Over the past few decades, Quebec has chosen a different path from the other provinces despite Ottawa's budget cuts. While the other provinces cut social services and leveraged tuition fees, Quebec chose to create new social programs to reduce poverty and inequality. My source is an excellent book published by the University of Toronto Press in 2017, Combating Poverty: Quebec's Pursuit of a Distinctive Welfare State. The authors discuss the neoliberal trajectory of Ottawa and the other provinces, which are becoming more like the United States in terms of inequality and poverty. In contrast, things in Quebec are more like what one finds in Scandinavian countries, which are the best according to these criteria. In particular, Quebec has a unique approach to families, especially single-parent families, with a game-changing family policy that covers parental leave, child care and more. In addition, tuition fees are much lower. A few years ago, economist Joseph Stiglitz applauded this kind of policy in a speech at the Observatoire québécois des inégalités. He noted that public policy plays an essential role in combatting poverty and praised the Quebec model.

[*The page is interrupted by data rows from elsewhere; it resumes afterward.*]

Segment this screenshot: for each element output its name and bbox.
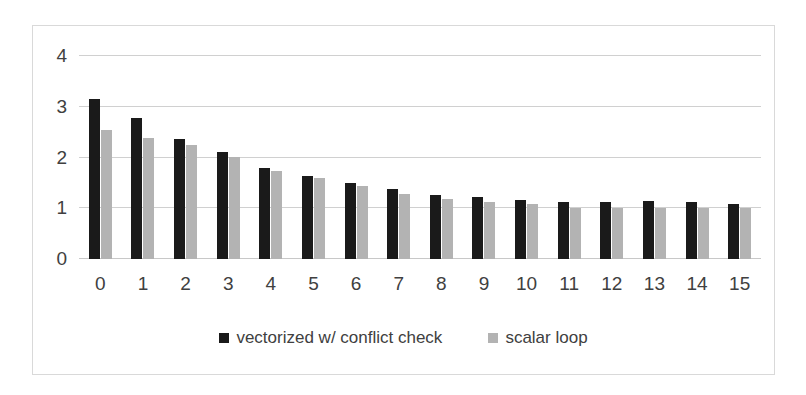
y-tick-label: 4 — [56, 46, 67, 65]
bar — [101, 130, 112, 259]
bar-group — [686, 56, 709, 259]
bar — [527, 204, 538, 259]
bar — [740, 208, 751, 259]
bar-group — [558, 56, 581, 259]
bar — [612, 208, 623, 259]
bar — [430, 195, 441, 259]
x-tick-label: 5 — [308, 274, 319, 293]
legend-swatch-icon — [219, 333, 229, 343]
bar — [314, 178, 325, 259]
bar-group — [472, 56, 495, 259]
bar-group — [600, 56, 623, 259]
bar-group — [643, 56, 666, 259]
x-tick-label: 15 — [729, 274, 750, 293]
x-tick-label: 4 — [266, 274, 277, 293]
bar — [186, 145, 197, 259]
bar — [271, 171, 282, 259]
chart-legend: vectorized w/ conflict checkscalar loop — [33, 329, 774, 346]
bar-group — [387, 56, 410, 259]
x-tick-label: 14 — [686, 274, 707, 293]
plot-area: 01234 — [79, 56, 761, 259]
bar — [302, 176, 313, 259]
bar — [217, 152, 228, 259]
bar — [174, 139, 185, 259]
x-tick-label: 1 — [138, 274, 149, 293]
legend-swatch-icon — [488, 333, 498, 343]
x-tick-label: 11 — [559, 274, 579, 293]
x-tick-label: 2 — [180, 274, 191, 293]
x-tick-label: 7 — [393, 274, 404, 293]
x-tick-label: 12 — [601, 274, 622, 293]
bar — [442, 199, 453, 259]
x-tick-label: 6 — [351, 274, 362, 293]
bar — [600, 202, 611, 259]
bar — [357, 186, 368, 259]
bar — [131, 118, 142, 259]
bar — [698, 208, 709, 259]
bar-chart-figure: 01234 0123456789101112131415 vectorized … — [0, 0, 806, 395]
y-tick-label: 2 — [56, 147, 67, 166]
bar-group — [430, 56, 453, 259]
x-tick-label: 0 — [95, 274, 106, 293]
legend-entry: scalar loop — [488, 329, 587, 346]
legend-entry: vectorized w/ conflict check — [219, 329, 442, 346]
bar-group — [515, 56, 538, 259]
bar — [345, 183, 356, 259]
bar — [515, 200, 526, 259]
bar — [89, 99, 100, 259]
bar — [484, 202, 495, 259]
bar — [259, 168, 270, 259]
x-tick-label: 10 — [516, 274, 537, 293]
bar-group — [217, 56, 240, 259]
bar-group — [89, 56, 112, 259]
bar — [143, 138, 154, 259]
y-tick-label: 0 — [56, 249, 67, 268]
bar-group — [131, 56, 154, 259]
bar-group — [728, 56, 751, 259]
x-tick-label: 9 — [479, 274, 490, 293]
bar — [558, 202, 569, 259]
bar-group — [302, 56, 325, 259]
bar — [655, 208, 666, 259]
chart-frame: 01234 0123456789101112131415 vectorized … — [32, 25, 775, 375]
x-tick-label: 3 — [223, 274, 234, 293]
bar-group — [174, 56, 197, 259]
legend-label: vectorized w/ conflict check — [236, 329, 442, 346]
bar — [686, 202, 697, 259]
bar — [472, 197, 483, 259]
bar-group — [345, 56, 368, 259]
x-tick-label: 13 — [644, 274, 665, 293]
bars-layer — [79, 56, 761, 259]
bar-group — [259, 56, 282, 259]
bar — [229, 157, 240, 260]
x-tick-label: 8 — [436, 274, 447, 293]
bar — [728, 204, 739, 259]
bar — [387, 189, 398, 259]
bar — [570, 208, 581, 259]
bar — [643, 201, 654, 259]
bar — [399, 194, 410, 259]
legend-label: scalar loop — [505, 329, 587, 346]
x-axis-tick-labels: 0123456789101112131415 — [79, 274, 761, 304]
y-tick-label: 1 — [56, 198, 67, 217]
y-tick-label: 3 — [56, 96, 67, 115]
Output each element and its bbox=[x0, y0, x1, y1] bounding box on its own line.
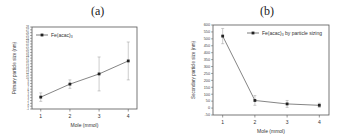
data-point-marker bbox=[253, 99, 256, 102]
plot-frame bbox=[32, 27, 137, 109]
y-axis-ticks: -50050100150200250300350400450500550600 bbox=[204, 23, 213, 117]
chart-a: -101234567891011121314151617181920212223… bbox=[0, 0, 170, 138]
y-tick-label: 350 bbox=[204, 58, 210, 62]
x-tick-label: 1 bbox=[221, 119, 224, 125]
data-point-marker bbox=[286, 103, 289, 106]
y-tick-label: 400 bbox=[204, 51, 210, 55]
legend: Fe(acac)3 bbox=[36, 32, 73, 39]
legend-label: Fe(acac)3 bbox=[51, 32, 73, 39]
y-tick-label: 200 bbox=[204, 79, 210, 83]
legend-marker-icon bbox=[41, 34, 44, 37]
data-series bbox=[39, 42, 130, 101]
data-point-marker bbox=[98, 73, 101, 76]
data-series bbox=[221, 28, 321, 107]
y-tick-label: 0 bbox=[208, 106, 210, 110]
data-point-marker bbox=[69, 83, 72, 86]
data-point-marker bbox=[318, 104, 321, 107]
y-tick-label: 550 bbox=[204, 30, 210, 34]
y-tick-label: 300 bbox=[204, 65, 210, 69]
y-tick-label: -50 bbox=[205, 113, 211, 117]
data-point-marker bbox=[39, 96, 42, 99]
y-tick-label: 28 bbox=[26, 25, 29, 29]
x-tick-label: 1 bbox=[39, 113, 42, 119]
x-axis-ticks: 1234 bbox=[221, 115, 321, 125]
plot-frame bbox=[213, 25, 329, 115]
x-tick-label: 3 bbox=[98, 113, 101, 119]
x-axis-label: Mole (mmol) bbox=[257, 128, 285, 134]
y-tick-label: 250 bbox=[204, 72, 210, 76]
x-tick-label: 4 bbox=[127, 113, 130, 119]
x-tick-label: 2 bbox=[253, 119, 256, 125]
y-tick-label: 450 bbox=[204, 44, 210, 48]
y-axis-label: Primary particle size (nm) bbox=[12, 41, 17, 94]
y-tick-label: 600 bbox=[204, 23, 210, 27]
data-point-marker bbox=[221, 35, 224, 38]
x-tick-label: 4 bbox=[318, 119, 321, 125]
legend-label: Fe(acac)3 by particle sizing bbox=[262, 30, 322, 37]
x-tick-label: 2 bbox=[69, 113, 72, 119]
y-tick-label: 500 bbox=[204, 37, 210, 41]
chart-b: -500501001502002503003504004505005506001… bbox=[170, 0, 345, 138]
y-axis-ticks: -101234567891011121314151617181920212223… bbox=[26, 25, 32, 111]
x-axis-ticks: 1234 bbox=[39, 109, 130, 119]
legend-marker-icon bbox=[252, 32, 255, 35]
y-tick-label: 100 bbox=[204, 93, 210, 97]
legend: Fe(acac)3 by particle sizing bbox=[247, 30, 322, 37]
data-point-marker bbox=[127, 60, 130, 63]
y-tick-label: 50 bbox=[206, 99, 210, 103]
x-axis-label: Mole (mmol) bbox=[71, 122, 99, 128]
y-tick-label: 150 bbox=[204, 86, 210, 90]
y-axis-label: Secondary particle size (nm) bbox=[191, 40, 196, 99]
x-tick-label: 3 bbox=[286, 119, 289, 125]
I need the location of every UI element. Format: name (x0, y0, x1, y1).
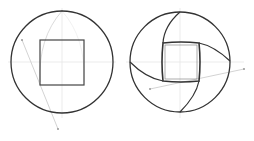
geometry-figure (0, 0, 254, 141)
construction-point (57, 128, 59, 130)
construction-point (149, 88, 151, 90)
pinwheel-arc-left (130, 62, 163, 81)
pinwheel-arc-top (163, 12, 180, 43)
pinwheel-arc-bottom (180, 81, 199, 112)
construction-point (243, 68, 245, 70)
left-panel (8, 8, 116, 130)
pinwheel-arc-right (199, 43, 230, 61)
construction-arc-faint (62, 11, 84, 82)
right-panel (126, 8, 245, 118)
construction-arc (40, 11, 62, 82)
construction-point (21, 39, 23, 41)
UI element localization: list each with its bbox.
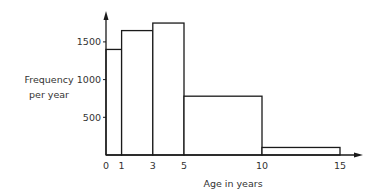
x-tick-label: 1 — [119, 160, 125, 171]
y-ticks: 50010001500 — [77, 36, 106, 122]
histogram-bars — [106, 23, 340, 155]
y-tick-label: 1500 — [77, 36, 101, 47]
histogram-bar — [122, 31, 153, 155]
histogram-bar — [184, 96, 262, 155]
y-axis-arrow-icon — [104, 11, 109, 20]
x-tick-label: 3 — [150, 160, 156, 171]
histogram-bar — [106, 49, 122, 155]
histogram-chart: 50010001500 01351015 Age in years — [0, 0, 373, 196]
x-tick-label: 0 — [103, 160, 109, 171]
histogram-bar — [262, 147, 340, 155]
x-axis-arrow-icon — [354, 153, 363, 158]
x-ticks: 01351015 — [103, 160, 346, 171]
y-tick-label: 500 — [83, 112, 101, 123]
histogram-bar — [153, 23, 184, 155]
x-tick-label: 10 — [256, 160, 268, 171]
x-tick-label: 5 — [181, 160, 187, 171]
x-axis-label: Age in years — [203, 178, 262, 189]
x-tick-label: 15 — [334, 160, 346, 171]
y-tick-label: 1000 — [77, 74, 101, 85]
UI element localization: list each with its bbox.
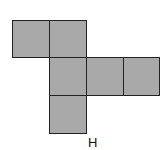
figure-label: H <box>88 136 97 149</box>
net-square-5 <box>123 57 160 96</box>
net-square-3 <box>49 57 87 96</box>
net-square-1 <box>12 20 50 58</box>
net-square-2 <box>49 20 87 58</box>
net-square-6 <box>49 95 87 134</box>
net-square-4 <box>86 57 124 96</box>
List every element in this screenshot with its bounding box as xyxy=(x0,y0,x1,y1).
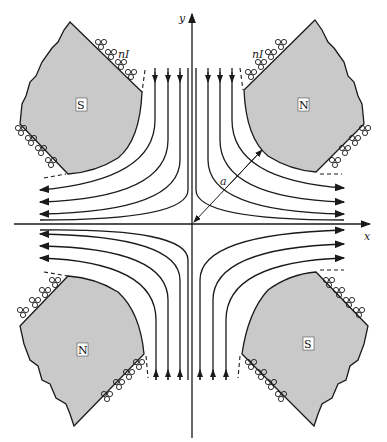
x-axis-label: x xyxy=(364,230,371,243)
pole-label: S xyxy=(304,338,312,351)
pole-label: N xyxy=(78,344,88,357)
dimension-label: a xyxy=(220,175,227,188)
pole-bottom-right: S xyxy=(238,270,368,426)
coil-label: nI xyxy=(118,48,130,61)
pole-bottom-left: N xyxy=(17,272,148,426)
pole-label: S xyxy=(77,99,85,112)
pole-top-right: N nI xyxy=(240,20,371,174)
y-axis-label: y xyxy=(178,12,186,25)
quadrupole-diagram: y x a S nI N nI N xyxy=(0,0,387,442)
coil-label: nI xyxy=(252,48,264,61)
pole-top-left: S nI xyxy=(15,22,145,178)
pole-label: N xyxy=(299,99,309,112)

This demonstrates our ability to take charge of our own affairs. The issue we are discussing here has resulted from the cuts made in the 1990s, which limited the ability of Quebec and the provinces to take action in education, particularly with regard to student grants. Because Ottawa had surpluses, it was able to intrude, but without a comprehensive framework for accountability. This intrusion was possible because of the fiscal imbalance.
In my view, the bottom line is that it would be much better for us to manage our own finances.